With support from the University of Richmond

History News Network puts current events into historical perspective. Subscribe to our newsletter for new perspectives on the ways history continues to resonate in the present. Explore our archive of thousands of original op-eds and curated stories from around the web. Join us to learn more about the past, now.

Who's Behind the Anti-War Movement?

To be successful in the war against terror, it is necessary to understand the enemy and his strategies, how he forms his alliances and how he shapes his tactics to achieve his goals.

In President Bush's first address to Congress after 9/11, he correctly identified the forces that attacked us as "the heirs of all the murderous ideologies of the 20th century," who followed "in the path of fascism, Nazism and totalitarianism." The religious roots of the present threat are radical Islam, but its politics are the familiar strategies of the Cold War Communist left.

THE COMMUNIST AGENDA: In the 1930s, the Communist movement devised a strategy for weakening and subverting democratic societies, which changed the nature of revolutionary politics forever, and profoundly increased the threat that revolutionaries posed. Until then, the Communist parties had openly declared their revolutionary agendas, which were anti-Western and anti-democratic, and required illegal and criminal means to achieve. Communists were for the "dictatorship of the proletariat" and intended to achieve this dictatorship through a "civil war" in the western democracies. Their primary agenda of course was to provide "frontier guards" to defend the Soviet Union and its dictatorship, because that was the revolutionary base. But openly declaring their Communist agendas insured that they would be and remain a fringe minority in democratic societies, and that is what happened.
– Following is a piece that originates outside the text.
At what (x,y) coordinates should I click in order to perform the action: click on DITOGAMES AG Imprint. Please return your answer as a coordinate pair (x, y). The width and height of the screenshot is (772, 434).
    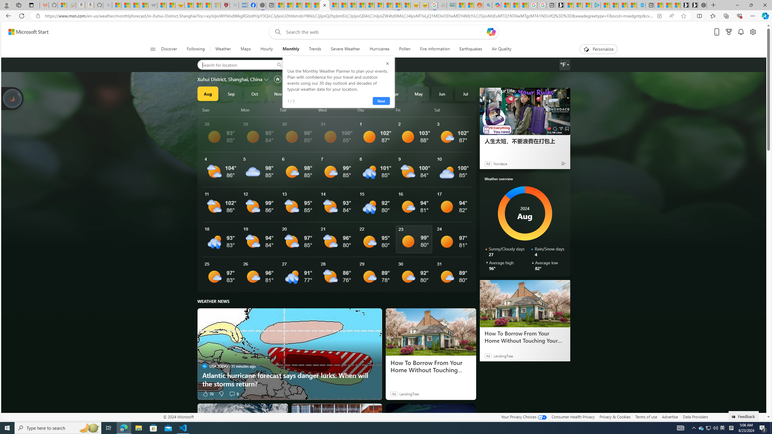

THE POPULAR FRONT: Then, in 1935, the Communist parties adopted a new tactic, which they called the Popular Front. The agendas of the Popular Front were framed in terms of the fundamental values of the societies the Communists intended to destroy. In place of the "dictatorship of the proletariat" and an "international civil war," the Communists organized coalitions for "democracy, justice and peace."

Nothing had changed in the philosophy and goals of the Communists, but by advocating (or seeming to advocate) "democracy, justice and peace," they were able to forge broad alliances with individuals and groups who had no inkling of their true agendas or - in any case -- believed them to be less sinister and dangerous than they were. Working through the Popular Front they had formed with "liberal" groups, the Communists were able to hide their conspiratorial activities, form "peace" movements, and increase their own numbers until they became a formidable political force.

THE CURRENT "PEACE" MOVEMENT: Many observers of the current "peace" movement that has been launched in America and the West to oppose efforts to disarm Saddam Hussein have been puzzled at its rapid growth, size and elaborate organization. They wonder how this "peace" movement could fail to call on Saddam to disarm, express such deeply cynical views of America's motives ("blood for oil") and identify the United States itself as a terrorist state and the threat to peace. The answer is that the organizers of the peace demonstrations are veteran Communists and the movement itself is an exemplary expression of the strategy of the "popular front."

On March 5, a nationwide student protest was organized by the National Youth and Student Peace Coalition. At Stanford University, to pick one site, hundreds of students went on "strike" and 26 Stanford professors cancelled their classes in sympathy with the strike.

The National Youth and Student Peace Coalition has a website (www.nyspc.net) where the Stanford organizers of the strike are plainly listed (www.nyspc.net/strikelist.html) as the Stanford Labor Action Coalition and the Young Communist League - the youth branch of the Communist Party, U.S.A. Clara Webb, the president of the Stanford Young Communist League is listed as the contact person for both organizations.


RADICAL ISLAM AND THE "PEACE" MOVEMENT: In the leadership of the National Youth and Student Peace Coalition are not only Communists, but radical Muslims. Andy Burns, spokesman for the Coalition told the Washington Times, "The way the student peace movement has worked since September 11 is we've formed coalitions on most campuses. The Muslim Student Association is usually, if not most of the time active because Muslims are a target population."

In fact, it is Americans who are the target population. Radical Muslism are the terrorists who attacked us. The idea that America is the world aggressor - the Great Satan - is the quasi-religious belief that forges the alliance between atheist Communists and religious fundamentalists. The strategy of the Popular Front - proclaiming its goals as "peace" and "justice" -- is the deception that hauls in the rest.